Burping from a free yogurt smoothie awarded by Bubba’s Truck Stop for buying 150 gallons of fuel, tractor-trailer driver John Doe was eastbound on a four-lane turnpike near Greensboro, N.C. It was 10 p.m., the sky was heavily overcast, and the turnpike was as dark as the inside of his diesel’s crankcase. In preparation for making a U-turn at the intersection with Grits Road, which was dead ahead, Doe moved into the left lane, actuated his left-side flashers and started to brake.
By the time Doe had stopped at the intersection, the traffic signal in his lane was red. That gave Doe time to extract a celery stalk from his survival rations, adjust the bass on his satellite radio and glance at the adjacent lane via his right-side West Coast and convex mirrors, which at that time revealed nothing.
Seconds later, while the traffic light still was red, Tommy “The Duke” Gripley became weary of staring at the rear of Doe’s trailer and began maneuvering his dark blue 1957 “Heavy Chevy” – 327 with multiple Holley carbs, column-mounted Sun tach and four-on-the-floor Hurst – into the right lane, next to Doe’s saddle tank. When the light turned green, Doe quickly started to turn, his rig extending into the right lane to complete the maneuver when … Sproing! Oh no! His trailer’s ICC bar had encountered the Chevy’s left front fender!
Because Doe contested the preventable-accident warning letter from his safety director, the accident was turned over to the National Safety Council’s Accident Review Committee. NSC upheld the preventable ruling, concluding that – despite Doe’s claim that the Heavy Chevy had materialized from thin air – Doe had not checked his mirrors adequately. Also, attempting a wide U-turn at a dark intersection on a high-speed road wasn’t exactly a safety-award-winning idea, either.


◆ Directions for this task ◆
How many lines in the records below contain "name"? Answer with the number alone.

*** Study material Section Begins ***

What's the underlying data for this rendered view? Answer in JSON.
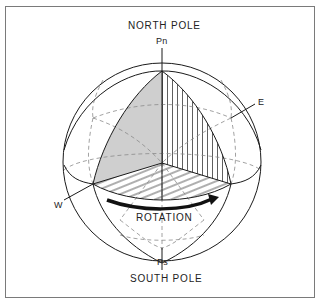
{
  "figure": {
    "title_top": "NORTH POLE",
    "title_bottom": "SOUTH POLE",
    "labels": {
      "north_pole_point": "Pn",
      "south_pole_point": "Ps",
      "east": "E",
      "west": "W",
      "rotation": "ROTATION"
    },
    "colors": {
      "line": "#1a1a1a",
      "dashed": "#8a8a8a",
      "shaded_fill": "#cfcfcf",
      "frame": "#7a7a7a",
      "background": "#ffffff"
    }
  }
}
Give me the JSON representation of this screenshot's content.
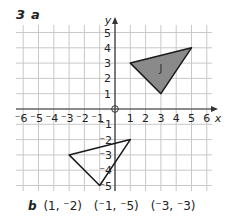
{
  "question": {
    "number": "3",
    "part_a": "a",
    "part_b": "b"
  },
  "axes": {
    "x_label": "x",
    "y_label": "y",
    "x_ticks": [
      "⁻6",
      "⁻5",
      "⁻4",
      "⁻3",
      "⁻2",
      "⁻1",
      "1",
      "2",
      "3",
      "4",
      "5",
      "6"
    ],
    "y_ticks_pos": [
      "1",
      "2",
      "3",
      "4",
      "5"
    ],
    "y_ticks_neg": [
      "⁻1",
      "⁻2",
      "⁻3",
      "⁻4",
      "⁻5"
    ],
    "range": {
      "x": [
        -6,
        6
      ],
      "y": [
        -5,
        5
      ]
    }
  },
  "shapes": [
    {
      "name": "J",
      "label": "J",
      "vertices": [
        [
          1,
          3
        ],
        [
          5,
          4
        ],
        [
          3,
          1
        ]
      ],
      "fill": "#8a8a8a"
    },
    {
      "name": "image",
      "label": "",
      "vertices": [
        [
          1,
          -2
        ],
        [
          -1,
          -5
        ],
        [
          -3,
          -3
        ]
      ],
      "fill": "none"
    }
  ],
  "answer_b": {
    "label": "b",
    "points": [
      "(1, ⁻2)",
      "(⁻1, ⁻5)",
      "(⁻3, ⁻3)"
    ]
  },
  "colors": {
    "grid": "#c8c8c8",
    "axis": "#333333",
    "text": "#222222",
    "shape_fill": "#8a8a8a"
  }
}
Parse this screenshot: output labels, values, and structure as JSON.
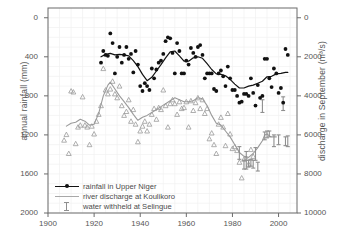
{
  "chart_data": {
    "type": "scatter",
    "title": "",
    "xlabel": "",
    "ylabel": "annual rainfall (mm)",
    "ylabel_right": "discharge in September (m³/s)",
    "xlim": [
      1900,
      2008
    ],
    "ylim": [
      0,
      2100
    ],
    "ylim_right": [
      0,
      10500
    ],
    "grid": true,
    "legend_position": "lower-left-inside",
    "xticks": [
      1900,
      1920,
      1940,
      1960,
      1980,
      2000
    ],
    "yticks_left": [
      0,
      400,
      800,
      1200,
      1600,
      2000
    ],
    "yticks_right": [
      0,
      2000,
      4000,
      6000,
      8000,
      10000
    ],
    "colors": {
      "rainfall": "#111111",
      "discharge": "#9a9a9a",
      "withheld": "#8f8f8f",
      "axis": "#6b6b6b",
      "text": "#555555",
      "grid": "#f0f0f0"
    },
    "series": [
      {
        "name": "rainfall in Upper Niger",
        "axis": "left",
        "marker": "filled-circle",
        "color": "#111111",
        "points": [
          [
            1923,
            1540
          ],
          [
            1924,
            1660
          ],
          [
            1925,
            1620
          ],
          [
            1926,
            1610
          ],
          [
            1927,
            1840
          ],
          [
            1928,
            1740
          ],
          [
            1929,
            1430
          ],
          [
            1930,
            1600
          ],
          [
            1931,
            1700
          ],
          [
            1932,
            1540
          ],
          [
            1933,
            1620
          ],
          [
            1934,
            1700
          ],
          [
            1935,
            1580
          ],
          [
            1936,
            1630
          ],
          [
            1937,
            1440
          ],
          [
            1938,
            1660
          ],
          [
            1939,
            1520
          ],
          [
            1940,
            1300
          ],
          [
            1941,
            1250
          ],
          [
            1942,
            1330
          ],
          [
            1943,
            1300
          ],
          [
            1944,
            1260
          ],
          [
            1945,
            1480
          ],
          [
            1946,
            1380
          ],
          [
            1947,
            1470
          ],
          [
            1948,
            1540
          ],
          [
            1949,
            1560
          ],
          [
            1950,
            1630
          ],
          [
            1951,
            1760
          ],
          [
            1952,
            1800
          ],
          [
            1953,
            1790
          ],
          [
            1954,
            1640
          ],
          [
            1955,
            1430
          ],
          [
            1956,
            1740
          ],
          [
            1957,
            1660
          ],
          [
            1958,
            1430
          ],
          [
            1959,
            1430
          ],
          [
            1960,
            1560
          ],
          [
            1961,
            1520
          ],
          [
            1962,
            1690
          ],
          [
            1963,
            1640
          ],
          [
            1964,
            1600
          ],
          [
            1965,
            1700
          ],
          [
            1966,
            1720
          ],
          [
            1967,
            1620
          ],
          [
            1968,
            1380
          ],
          [
            1969,
            1430
          ],
          [
            1970,
            1430
          ],
          [
            1971,
            1430
          ],
          [
            1972,
            1270
          ],
          [
            1973,
            1250
          ],
          [
            1974,
            1430
          ],
          [
            1975,
            1460
          ],
          [
            1976,
            1400
          ],
          [
            1977,
            1300
          ],
          [
            1978,
            1500
          ],
          [
            1979,
            1380
          ],
          [
            1980,
            1260
          ],
          [
            1981,
            1260
          ],
          [
            1982,
            1200
          ],
          [
            1983,
            1130
          ],
          [
            1984,
            1140
          ],
          [
            1985,
            1220
          ],
          [
            1986,
            1220
          ],
          [
            1987,
            1200
          ],
          [
            1988,
            1380
          ],
          [
            1989,
            1230
          ],
          [
            1990,
            1100
          ],
          [
            1991,
            1310
          ],
          [
            1992,
            1180
          ],
          [
            1993,
            1200
          ],
          [
            1994,
            1580
          ],
          [
            1995,
            1580
          ],
          [
            1996,
            1380
          ],
          [
            1997,
            1290
          ],
          [
            1998,
            1480
          ],
          [
            1999,
            1430
          ],
          [
            2000,
            1230
          ],
          [
            2001,
            1280
          ],
          [
            2002,
            1130
          ],
          [
            2003,
            1680
          ],
          [
            2004,
            1620
          ]
        ],
        "smooth_line": [
          [
            1923,
            1600
          ],
          [
            1925,
            1625
          ],
          [
            1927,
            1635
          ],
          [
            1929,
            1620
          ],
          [
            1931,
            1625
          ],
          [
            1933,
            1620
          ],
          [
            1935,
            1610
          ],
          [
            1937,
            1560
          ],
          [
            1939,
            1500
          ],
          [
            1941,
            1420
          ],
          [
            1943,
            1355
          ],
          [
            1945,
            1390
          ],
          [
            1947,
            1455
          ],
          [
            1949,
            1520
          ],
          [
            1951,
            1590
          ],
          [
            1953,
            1650
          ],
          [
            1955,
            1660
          ],
          [
            1957,
            1610
          ],
          [
            1959,
            1555
          ],
          [
            1961,
            1555
          ],
          [
            1963,
            1590
          ],
          [
            1965,
            1600
          ],
          [
            1967,
            1585
          ],
          [
            1969,
            1530
          ],
          [
            1971,
            1470
          ],
          [
            1973,
            1425
          ],
          [
            1975,
            1420
          ],
          [
            1977,
            1405
          ],
          [
            1979,
            1370
          ],
          [
            1981,
            1320
          ],
          [
            1983,
            1280
          ],
          [
            1985,
            1280
          ],
          [
            1987,
            1300
          ],
          [
            1989,
            1310
          ],
          [
            1991,
            1330
          ],
          [
            1993,
            1350
          ],
          [
            1995,
            1395
          ],
          [
            1997,
            1400
          ],
          [
            1999,
            1425
          ],
          [
            2001,
            1430
          ],
          [
            2003,
            1440
          ],
          [
            2004,
            1440
          ]
        ]
      },
      {
        "name": "river discharge at Koulikoro",
        "axis": "right",
        "marker": "open-triangle",
        "color": "#9a9a9a",
        "points": [
          [
            1907,
            3730
          ],
          [
            1908,
            4020
          ],
          [
            1909,
            3050
          ],
          [
            1910,
            6250
          ],
          [
            1911,
            6200
          ],
          [
            1912,
            3550
          ],
          [
            1913,
            4400
          ],
          [
            1914,
            4500
          ],
          [
            1915,
            5950
          ],
          [
            1916,
            4500
          ],
          [
            1917,
            4400
          ],
          [
            1918,
            3500
          ],
          [
            1919,
            4450
          ],
          [
            1920,
            4050
          ],
          [
            1921,
            4700
          ],
          [
            1922,
            5050
          ],
          [
            1923,
            5500
          ],
          [
            1924,
            7400
          ],
          [
            1925,
            6300
          ],
          [
            1926,
            6100
          ],
          [
            1927,
            6350
          ],
          [
            1928,
            6750
          ],
          [
            1929,
            6100
          ],
          [
            1930,
            5900
          ],
          [
            1931,
            6500
          ],
          [
            1932,
            5500
          ],
          [
            1933,
            5000
          ],
          [
            1934,
            5200
          ],
          [
            1935,
            5800
          ],
          [
            1936,
            4700
          ],
          [
            1937,
            5300
          ],
          [
            1938,
            4550
          ],
          [
            1939,
            3650
          ],
          [
            1940,
            4200
          ],
          [
            1941,
            4450
          ],
          [
            1942,
            4700
          ],
          [
            1943,
            4200
          ],
          [
            1944,
            4550
          ],
          [
            1945,
            5050
          ],
          [
            1946,
            5350
          ],
          [
            1947,
            4800
          ],
          [
            1948,
            5400
          ],
          [
            1949,
            5300
          ],
          [
            1950,
            6300
          ],
          [
            1951,
            5500
          ],
          [
            1952,
            4400
          ],
          [
            1953,
            5600
          ],
          [
            1954,
            5800
          ],
          [
            1955,
            5600
          ],
          [
            1956,
            5050
          ],
          [
            1957,
            5700
          ],
          [
            1958,
            5350
          ],
          [
            1959,
            5400
          ],
          [
            1960,
            5700
          ],
          [
            1961,
            4400
          ],
          [
            1962,
            5750
          ],
          [
            1963,
            5250
          ],
          [
            1964,
            5650
          ],
          [
            1965,
            5900
          ],
          [
            1966,
            5350
          ],
          [
            1967,
            5800
          ],
          [
            1968,
            5100
          ],
          [
            1969,
            5350
          ],
          [
            1970,
            3800
          ],
          [
            1971,
            4100
          ],
          [
            1972,
            3500
          ],
          [
            1973,
            3050
          ],
          [
            1974,
            4550
          ],
          [
            1975,
            4900
          ],
          [
            1976,
            4400
          ],
          [
            1977,
            3450
          ],
          [
            1978,
            5100
          ],
          [
            1979,
            4050
          ],
          [
            1980,
            3300
          ],
          [
            1981,
            3400
          ],
          [
            1982,
            3200
          ],
          [
            1983,
            2600
          ],
          [
            1984,
            1800
          ],
          [
            1985,
            2750
          ],
          [
            1986,
            2800
          ],
          [
            1987,
            2500
          ],
          [
            1988,
            3250
          ],
          [
            1989,
            2900
          ]
        ],
        "smooth_line": [
          [
            1908,
            4450
          ],
          [
            1910,
            4600
          ],
          [
            1912,
            4650
          ],
          [
            1914,
            4800
          ],
          [
            1916,
            4700
          ],
          [
            1918,
            4500
          ],
          [
            1920,
            4550
          ],
          [
            1922,
            5100
          ],
          [
            1924,
            6000
          ],
          [
            1926,
            6550
          ],
          [
            1927,
            6700
          ],
          [
            1929,
            6350
          ],
          [
            1931,
            6000
          ],
          [
            1933,
            5700
          ],
          [
            1935,
            5400
          ],
          [
            1937,
            5050
          ],
          [
            1939,
            4750
          ],
          [
            1941,
            4900
          ],
          [
            1943,
            5000
          ],
          [
            1945,
            5150
          ],
          [
            1947,
            5300
          ],
          [
            1949,
            5450
          ],
          [
            1951,
            5600
          ],
          [
            1953,
            5750
          ],
          [
            1955,
            5900
          ],
          [
            1957,
            5800
          ],
          [
            1959,
            5700
          ],
          [
            1961,
            5700
          ],
          [
            1963,
            5750
          ],
          [
            1965,
            5900
          ],
          [
            1967,
            5850
          ],
          [
            1969,
            5500
          ],
          [
            1971,
            5000
          ],
          [
            1973,
            4600
          ],
          [
            1975,
            4500
          ],
          [
            1977,
            4200
          ],
          [
            1979,
            3900
          ],
          [
            1981,
            3500
          ],
          [
            1983,
            3100
          ],
          [
            1985,
            2900
          ],
          [
            1987,
            2850
          ],
          [
            1989,
            3050
          ],
          [
            1991,
            3350
          ],
          [
            1993,
            3700
          ],
          [
            1994,
            4000
          ],
          [
            1995,
            4050
          ],
          [
            1996,
            3950
          ],
          [
            1997,
            3900
          ],
          [
            1998,
            3900
          ],
          [
            1999,
            3900
          ]
        ]
      },
      {
        "name": "water withheld at Selingue",
        "axis": "right",
        "marker": "i-bar",
        "color": "#8f8f8f",
        "bars": [
          {
            "year": 1983,
            "low": 2750,
            "high": 3400
          },
          {
            "year": 1985,
            "low": 2250,
            "high": 2700
          },
          {
            "year": 1986,
            "low": 2250,
            "high": 3150
          },
          {
            "year": 1987,
            "low": 2350,
            "high": 2700
          },
          {
            "year": 1988,
            "low": 2400,
            "high": 2750
          },
          {
            "year": 1989,
            "low": 2300,
            "high": 2700
          },
          {
            "year": 1990,
            "low": 2700,
            "high": 3350
          },
          {
            "year": 1991,
            "low": 2150,
            "high": 2600
          },
          {
            "year": 1993,
            "low": 5150,
            "high": 5800
          },
          {
            "year": 1994,
            "low": 3750,
            "high": 4150
          },
          {
            "year": 1995,
            "low": 3850,
            "high": 4200
          },
          {
            "year": 1996,
            "low": 3900,
            "high": 4200
          },
          {
            "year": 1998,
            "low": 3400,
            "high": 4000
          },
          {
            "year": 2000,
            "low": 3500,
            "high": 4000
          },
          {
            "year": 2002,
            "low": 5250,
            "high": 5950
          },
          {
            "year": 2003,
            "low": 3450,
            "high": 3900
          },
          {
            "year": 2004,
            "low": 3400,
            "high": 3950
          }
        ]
      }
    ]
  },
  "axes": {
    "left_title": "annual rainfall (mm)",
    "right_title": "discharge in September (m³/s)",
    "left_ticks": [
      "2000",
      "1600",
      "1200",
      "800",
      "400",
      "0"
    ],
    "right_ticks": [
      "10000",
      "8000",
      "6000",
      "4000",
      "2000",
      "0"
    ],
    "bottom_ticks": [
      "1900",
      "1920",
      "1940",
      "1960",
      "1980",
      "2000"
    ]
  },
  "legend": {
    "items": [
      {
        "label": "rainfall in Upper Niger",
        "key": "line-with-dot"
      },
      {
        "label": "river discharge at Koulikoro",
        "key": "gray-line"
      },
      {
        "label": "water withheld at Selingue",
        "key": "i-bar"
      }
    ]
  }
}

*** Study material Section Ends ***

◆ Task response ◆
5